Module 6: Change Management and Deployment Safety
- Requiring canary analysis before full rollout, comparing error rates and latency between canary and baseline.
- Blocking deployments during active incidents unless the change is part of the mitigation plan.
- Implementing deployment freezes during high-business-impact periods and defining rollback criteria.
- Validating infrastructure-as-code changes in staging environments that mirror production topology.
- Using feature flags with gradual rollouts to limit blast radius of new code paths.
- Enforcing peer review of configuration changes to critical systems such as load balancers and DNS.
- Automating pre-deployment checks for SLO compliance and dependency health.
- Tracking deployment metadata (who, what, when) in audit logs for incident correlation.
Module 7: Dependency and Third-Party Risk Management
- Mapping transitive dependencies to assess exposure from indirect third-party services.
- Negotiating SLAs with external vendors and defining remedies for non-compliance.
- Implementing client-side fallbacks or cached responses when external APIs degrade.
- Monitoring third-party endpoints with synthetic checks independent of production traffic.
- Designing integration points with timeouts, retries, and circuit breakers to limit dependency impact.
- Conducting business impact analysis when a critical vendor announces service deprecation.
- Validating failover to secondary providers when primary service becomes unreachable.
- Requiring contractual right-to-audit clauses for vendors managing core infrastructure components.
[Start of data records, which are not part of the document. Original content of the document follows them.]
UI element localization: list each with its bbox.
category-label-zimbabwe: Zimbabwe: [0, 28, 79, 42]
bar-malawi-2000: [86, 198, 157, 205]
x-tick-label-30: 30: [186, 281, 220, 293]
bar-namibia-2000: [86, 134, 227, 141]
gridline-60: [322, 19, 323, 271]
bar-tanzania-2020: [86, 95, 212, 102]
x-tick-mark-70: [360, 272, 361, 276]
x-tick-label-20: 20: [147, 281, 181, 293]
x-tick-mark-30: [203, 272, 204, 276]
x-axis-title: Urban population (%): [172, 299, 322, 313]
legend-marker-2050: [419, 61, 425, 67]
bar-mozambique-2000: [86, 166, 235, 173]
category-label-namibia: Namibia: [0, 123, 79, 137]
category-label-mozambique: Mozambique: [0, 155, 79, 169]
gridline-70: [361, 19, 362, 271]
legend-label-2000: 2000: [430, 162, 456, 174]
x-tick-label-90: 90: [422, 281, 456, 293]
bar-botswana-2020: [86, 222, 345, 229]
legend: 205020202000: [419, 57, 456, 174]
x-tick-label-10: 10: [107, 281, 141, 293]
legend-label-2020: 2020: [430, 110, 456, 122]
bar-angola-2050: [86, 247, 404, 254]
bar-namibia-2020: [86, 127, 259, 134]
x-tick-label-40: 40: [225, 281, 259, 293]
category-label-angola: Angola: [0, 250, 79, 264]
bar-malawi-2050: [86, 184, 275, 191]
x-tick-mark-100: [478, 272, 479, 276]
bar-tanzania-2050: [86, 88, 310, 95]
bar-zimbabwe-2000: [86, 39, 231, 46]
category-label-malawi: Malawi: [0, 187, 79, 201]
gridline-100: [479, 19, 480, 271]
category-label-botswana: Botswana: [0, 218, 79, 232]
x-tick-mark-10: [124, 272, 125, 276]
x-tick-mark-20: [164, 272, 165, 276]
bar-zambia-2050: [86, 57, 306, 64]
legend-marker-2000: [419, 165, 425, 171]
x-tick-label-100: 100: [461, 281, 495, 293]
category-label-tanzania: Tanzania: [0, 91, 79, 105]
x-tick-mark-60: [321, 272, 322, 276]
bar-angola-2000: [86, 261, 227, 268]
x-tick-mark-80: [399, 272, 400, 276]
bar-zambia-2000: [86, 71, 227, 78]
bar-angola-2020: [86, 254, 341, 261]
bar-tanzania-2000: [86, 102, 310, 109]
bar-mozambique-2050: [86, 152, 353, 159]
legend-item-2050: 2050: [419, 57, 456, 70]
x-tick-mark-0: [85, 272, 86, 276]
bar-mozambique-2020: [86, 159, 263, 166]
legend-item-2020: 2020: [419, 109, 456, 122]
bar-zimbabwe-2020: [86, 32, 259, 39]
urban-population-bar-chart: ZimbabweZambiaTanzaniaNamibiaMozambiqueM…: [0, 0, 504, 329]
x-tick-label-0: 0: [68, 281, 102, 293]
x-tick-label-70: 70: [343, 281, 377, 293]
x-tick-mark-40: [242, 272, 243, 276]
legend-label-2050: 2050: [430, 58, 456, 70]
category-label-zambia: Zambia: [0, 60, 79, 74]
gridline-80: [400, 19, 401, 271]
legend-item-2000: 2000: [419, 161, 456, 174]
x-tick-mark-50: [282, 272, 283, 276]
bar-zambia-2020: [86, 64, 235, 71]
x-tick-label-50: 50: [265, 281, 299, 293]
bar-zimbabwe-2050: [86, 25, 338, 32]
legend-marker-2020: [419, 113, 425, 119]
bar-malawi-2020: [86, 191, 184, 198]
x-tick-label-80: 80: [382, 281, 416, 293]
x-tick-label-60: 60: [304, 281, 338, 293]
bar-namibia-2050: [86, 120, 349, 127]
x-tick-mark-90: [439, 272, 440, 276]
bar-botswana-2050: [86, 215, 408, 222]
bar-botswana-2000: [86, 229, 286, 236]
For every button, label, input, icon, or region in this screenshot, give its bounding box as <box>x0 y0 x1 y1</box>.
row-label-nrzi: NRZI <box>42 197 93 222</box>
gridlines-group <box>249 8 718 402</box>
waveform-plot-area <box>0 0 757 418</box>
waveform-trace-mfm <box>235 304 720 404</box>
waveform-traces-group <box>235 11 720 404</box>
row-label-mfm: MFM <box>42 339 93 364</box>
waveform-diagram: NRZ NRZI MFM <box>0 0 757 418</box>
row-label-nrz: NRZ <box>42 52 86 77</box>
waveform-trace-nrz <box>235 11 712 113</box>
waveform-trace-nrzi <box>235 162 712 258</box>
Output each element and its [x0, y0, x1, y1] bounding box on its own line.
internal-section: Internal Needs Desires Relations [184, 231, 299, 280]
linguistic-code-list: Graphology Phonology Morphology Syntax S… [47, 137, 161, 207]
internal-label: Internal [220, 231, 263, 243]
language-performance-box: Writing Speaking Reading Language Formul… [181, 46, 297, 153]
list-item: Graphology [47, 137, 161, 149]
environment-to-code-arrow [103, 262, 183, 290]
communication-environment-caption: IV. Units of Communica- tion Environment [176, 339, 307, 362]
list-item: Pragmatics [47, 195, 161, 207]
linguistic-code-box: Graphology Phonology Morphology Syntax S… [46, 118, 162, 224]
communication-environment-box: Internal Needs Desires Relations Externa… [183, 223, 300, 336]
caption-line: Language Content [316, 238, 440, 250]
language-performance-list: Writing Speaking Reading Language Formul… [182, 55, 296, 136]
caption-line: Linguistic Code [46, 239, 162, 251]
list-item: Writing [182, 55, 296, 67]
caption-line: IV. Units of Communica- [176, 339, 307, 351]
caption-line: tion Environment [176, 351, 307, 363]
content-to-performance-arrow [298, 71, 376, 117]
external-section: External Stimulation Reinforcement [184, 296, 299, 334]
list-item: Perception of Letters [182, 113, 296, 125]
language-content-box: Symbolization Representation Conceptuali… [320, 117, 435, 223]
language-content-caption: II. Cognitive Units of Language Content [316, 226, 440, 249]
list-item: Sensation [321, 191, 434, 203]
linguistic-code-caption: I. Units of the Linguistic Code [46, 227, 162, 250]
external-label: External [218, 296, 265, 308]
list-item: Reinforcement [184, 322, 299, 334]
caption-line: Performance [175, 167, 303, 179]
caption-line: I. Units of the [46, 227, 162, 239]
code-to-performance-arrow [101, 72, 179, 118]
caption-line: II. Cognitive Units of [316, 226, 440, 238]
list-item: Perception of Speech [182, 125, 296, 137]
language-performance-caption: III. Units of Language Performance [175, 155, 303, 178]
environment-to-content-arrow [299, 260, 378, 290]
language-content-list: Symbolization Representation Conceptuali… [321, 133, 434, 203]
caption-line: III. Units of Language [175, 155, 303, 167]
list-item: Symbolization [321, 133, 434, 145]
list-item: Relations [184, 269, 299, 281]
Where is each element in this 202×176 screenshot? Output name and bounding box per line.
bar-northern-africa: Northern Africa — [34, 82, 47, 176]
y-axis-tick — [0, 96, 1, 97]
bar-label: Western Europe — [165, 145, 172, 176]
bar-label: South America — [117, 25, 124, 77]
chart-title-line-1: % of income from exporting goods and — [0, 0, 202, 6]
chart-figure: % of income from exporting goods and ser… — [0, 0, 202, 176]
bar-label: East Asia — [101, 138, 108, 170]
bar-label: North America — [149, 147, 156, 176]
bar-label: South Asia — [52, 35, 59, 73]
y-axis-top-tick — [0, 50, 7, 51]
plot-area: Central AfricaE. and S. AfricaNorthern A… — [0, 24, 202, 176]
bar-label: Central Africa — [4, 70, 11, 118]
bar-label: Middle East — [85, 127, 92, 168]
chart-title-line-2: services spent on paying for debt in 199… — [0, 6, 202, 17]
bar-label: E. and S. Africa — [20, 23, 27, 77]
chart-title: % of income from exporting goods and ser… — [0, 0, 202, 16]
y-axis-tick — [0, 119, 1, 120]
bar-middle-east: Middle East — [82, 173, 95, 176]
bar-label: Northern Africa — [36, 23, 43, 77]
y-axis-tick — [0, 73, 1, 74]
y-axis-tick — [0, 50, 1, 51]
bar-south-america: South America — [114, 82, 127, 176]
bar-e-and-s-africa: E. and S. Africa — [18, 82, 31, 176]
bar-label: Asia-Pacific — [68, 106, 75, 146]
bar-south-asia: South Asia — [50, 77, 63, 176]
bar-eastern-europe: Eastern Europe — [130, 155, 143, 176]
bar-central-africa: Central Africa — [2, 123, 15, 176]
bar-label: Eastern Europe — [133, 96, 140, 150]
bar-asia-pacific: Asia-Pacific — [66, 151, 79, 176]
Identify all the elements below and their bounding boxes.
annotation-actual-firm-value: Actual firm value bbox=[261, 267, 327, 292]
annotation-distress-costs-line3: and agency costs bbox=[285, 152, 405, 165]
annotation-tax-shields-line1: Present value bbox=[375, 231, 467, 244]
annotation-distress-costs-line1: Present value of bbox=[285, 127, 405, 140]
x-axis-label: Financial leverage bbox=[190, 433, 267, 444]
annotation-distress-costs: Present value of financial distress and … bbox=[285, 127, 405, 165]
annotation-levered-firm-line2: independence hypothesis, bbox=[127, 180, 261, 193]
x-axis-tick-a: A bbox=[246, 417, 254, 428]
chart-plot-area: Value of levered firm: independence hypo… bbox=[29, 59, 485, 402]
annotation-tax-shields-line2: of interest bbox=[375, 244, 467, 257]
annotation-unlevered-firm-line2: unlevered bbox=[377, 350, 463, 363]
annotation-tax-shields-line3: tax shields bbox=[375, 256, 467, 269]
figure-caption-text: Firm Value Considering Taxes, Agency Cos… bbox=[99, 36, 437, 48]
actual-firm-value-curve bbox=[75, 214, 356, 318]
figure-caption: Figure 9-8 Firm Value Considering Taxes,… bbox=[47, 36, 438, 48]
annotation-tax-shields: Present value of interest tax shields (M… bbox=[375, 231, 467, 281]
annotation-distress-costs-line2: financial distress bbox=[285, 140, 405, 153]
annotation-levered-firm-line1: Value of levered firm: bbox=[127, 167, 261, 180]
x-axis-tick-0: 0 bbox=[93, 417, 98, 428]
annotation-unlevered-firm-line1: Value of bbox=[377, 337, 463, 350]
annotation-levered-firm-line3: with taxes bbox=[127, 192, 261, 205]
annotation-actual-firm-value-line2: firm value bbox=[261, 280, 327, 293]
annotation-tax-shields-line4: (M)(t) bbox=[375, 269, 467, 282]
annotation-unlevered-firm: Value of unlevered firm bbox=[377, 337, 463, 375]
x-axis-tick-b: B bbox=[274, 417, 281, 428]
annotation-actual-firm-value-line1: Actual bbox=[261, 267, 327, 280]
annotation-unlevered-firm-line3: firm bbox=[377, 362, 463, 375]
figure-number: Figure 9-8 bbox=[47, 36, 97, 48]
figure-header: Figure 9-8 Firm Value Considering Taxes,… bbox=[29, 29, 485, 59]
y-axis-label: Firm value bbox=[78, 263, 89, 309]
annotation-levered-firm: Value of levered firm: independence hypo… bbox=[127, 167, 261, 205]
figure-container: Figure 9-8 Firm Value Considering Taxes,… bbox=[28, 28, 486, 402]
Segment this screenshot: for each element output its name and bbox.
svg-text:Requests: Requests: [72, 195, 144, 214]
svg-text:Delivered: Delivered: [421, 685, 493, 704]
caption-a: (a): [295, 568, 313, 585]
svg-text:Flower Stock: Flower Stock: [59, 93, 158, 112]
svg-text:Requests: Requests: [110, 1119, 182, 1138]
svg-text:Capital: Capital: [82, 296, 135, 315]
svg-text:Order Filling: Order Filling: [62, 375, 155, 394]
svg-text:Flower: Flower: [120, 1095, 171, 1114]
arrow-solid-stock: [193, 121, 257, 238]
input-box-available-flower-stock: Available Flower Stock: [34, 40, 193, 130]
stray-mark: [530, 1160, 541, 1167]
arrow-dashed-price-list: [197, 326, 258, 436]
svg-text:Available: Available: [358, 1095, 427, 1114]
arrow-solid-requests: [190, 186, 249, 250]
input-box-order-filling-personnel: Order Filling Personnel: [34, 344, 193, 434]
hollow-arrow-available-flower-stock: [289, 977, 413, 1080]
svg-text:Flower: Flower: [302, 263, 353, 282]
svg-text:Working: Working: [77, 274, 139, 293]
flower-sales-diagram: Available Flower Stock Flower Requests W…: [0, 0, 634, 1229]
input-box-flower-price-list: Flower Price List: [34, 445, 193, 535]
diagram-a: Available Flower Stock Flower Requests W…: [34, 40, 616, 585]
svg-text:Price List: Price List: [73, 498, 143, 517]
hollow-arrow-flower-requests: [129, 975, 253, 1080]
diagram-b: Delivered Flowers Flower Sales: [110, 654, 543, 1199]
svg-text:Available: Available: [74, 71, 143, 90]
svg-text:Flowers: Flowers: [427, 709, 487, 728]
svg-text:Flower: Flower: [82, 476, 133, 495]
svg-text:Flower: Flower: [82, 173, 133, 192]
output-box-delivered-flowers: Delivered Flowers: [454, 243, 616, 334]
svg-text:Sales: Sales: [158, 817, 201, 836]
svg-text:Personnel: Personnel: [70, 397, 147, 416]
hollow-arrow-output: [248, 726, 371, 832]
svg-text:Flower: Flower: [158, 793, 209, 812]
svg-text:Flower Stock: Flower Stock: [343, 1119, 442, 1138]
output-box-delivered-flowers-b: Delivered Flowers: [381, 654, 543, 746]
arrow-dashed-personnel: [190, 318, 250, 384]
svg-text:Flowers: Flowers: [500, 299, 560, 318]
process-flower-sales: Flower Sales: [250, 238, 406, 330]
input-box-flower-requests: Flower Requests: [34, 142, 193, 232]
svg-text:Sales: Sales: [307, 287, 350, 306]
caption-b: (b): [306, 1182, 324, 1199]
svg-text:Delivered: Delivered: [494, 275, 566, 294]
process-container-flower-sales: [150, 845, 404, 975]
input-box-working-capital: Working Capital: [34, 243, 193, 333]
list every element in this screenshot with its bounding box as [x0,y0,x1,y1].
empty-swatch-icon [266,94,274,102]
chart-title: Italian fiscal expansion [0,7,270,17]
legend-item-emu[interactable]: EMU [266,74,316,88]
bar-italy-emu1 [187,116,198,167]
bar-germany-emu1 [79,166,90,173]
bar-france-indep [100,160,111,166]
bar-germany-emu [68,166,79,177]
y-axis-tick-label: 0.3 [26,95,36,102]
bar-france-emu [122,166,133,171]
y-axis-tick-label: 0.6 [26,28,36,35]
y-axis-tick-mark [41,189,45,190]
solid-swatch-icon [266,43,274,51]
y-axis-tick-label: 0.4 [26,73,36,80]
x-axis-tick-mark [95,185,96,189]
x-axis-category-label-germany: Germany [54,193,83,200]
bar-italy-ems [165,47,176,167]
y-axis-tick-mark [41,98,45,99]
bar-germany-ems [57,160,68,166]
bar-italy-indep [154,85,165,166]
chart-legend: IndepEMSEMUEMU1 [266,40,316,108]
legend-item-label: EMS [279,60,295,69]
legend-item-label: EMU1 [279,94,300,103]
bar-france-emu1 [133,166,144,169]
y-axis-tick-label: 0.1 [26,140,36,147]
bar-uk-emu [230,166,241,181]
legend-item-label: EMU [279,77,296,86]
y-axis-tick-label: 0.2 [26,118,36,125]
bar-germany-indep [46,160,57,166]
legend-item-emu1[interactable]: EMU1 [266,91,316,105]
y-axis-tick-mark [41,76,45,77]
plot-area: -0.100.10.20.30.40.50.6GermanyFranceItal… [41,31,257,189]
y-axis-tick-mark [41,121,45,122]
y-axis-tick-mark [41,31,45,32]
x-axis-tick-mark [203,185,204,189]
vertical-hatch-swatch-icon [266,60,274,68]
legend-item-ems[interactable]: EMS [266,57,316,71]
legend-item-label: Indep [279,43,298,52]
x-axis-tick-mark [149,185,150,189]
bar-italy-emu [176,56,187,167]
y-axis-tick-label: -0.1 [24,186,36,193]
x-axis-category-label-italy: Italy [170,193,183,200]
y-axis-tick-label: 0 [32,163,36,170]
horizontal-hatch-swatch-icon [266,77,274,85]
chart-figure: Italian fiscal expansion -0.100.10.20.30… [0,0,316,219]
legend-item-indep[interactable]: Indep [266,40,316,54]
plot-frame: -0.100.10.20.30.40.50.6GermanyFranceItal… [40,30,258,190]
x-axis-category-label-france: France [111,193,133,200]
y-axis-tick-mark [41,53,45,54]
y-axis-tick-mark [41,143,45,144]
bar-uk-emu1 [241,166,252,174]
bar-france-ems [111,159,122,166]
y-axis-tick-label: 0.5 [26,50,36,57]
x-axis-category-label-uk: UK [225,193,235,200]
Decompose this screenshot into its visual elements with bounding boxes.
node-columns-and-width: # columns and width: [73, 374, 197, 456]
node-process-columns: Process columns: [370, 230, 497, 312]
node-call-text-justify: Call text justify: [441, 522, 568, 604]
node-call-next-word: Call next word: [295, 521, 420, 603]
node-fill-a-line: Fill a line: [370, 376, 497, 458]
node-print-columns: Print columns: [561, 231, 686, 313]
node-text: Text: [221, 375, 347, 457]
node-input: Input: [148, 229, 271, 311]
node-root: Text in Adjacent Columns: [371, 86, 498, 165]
Module 8: Capacity Planning and Load Management
- Forecasting capacity needs using historical growth trends and upcoming product launches.
- Implementing autoscaling policies that respond to both traffic load and error rate increases.
- Simulating traffic spikes using load testing to validate scaling limits and bottleneck points.
- Setting concurrency limits on critical endpoints to prevent resource exhaustion.
- Managing cold start risks in serverless environments during sudden traffic surges.
- Deciding when to throttle non-critical traffic during overload to preserve core functionality.
- Right-sizing instance types based on memory, CPU, and I/O profiles of workloads.
- Coordinating capacity updates with dependent teams to avoid inter-service bottlenecks.
Module 9: Governance, Compliance, and Audit Readiness
- Documenting availability controls to meet regulatory requirements such as SOC 2 or ISO 27001.
- Producing availability reports for executives and board members using standardized templates.
- Aligning incident response procedures with organizational incident classification policies.
- Retaining monitoring data and incident logs for legally mandated retention periods.
- Conducting internal audits of SLO adherence and remediation completion rates.
- Managing access controls for outage-related systems (e.g., PagerDuty, monitoring tools) using least privilege.
- Reviewing third-party risk assessments annually for vendors with access to critical systems.
- Updating business continuity plans to reflect changes in system architecture and dependencies.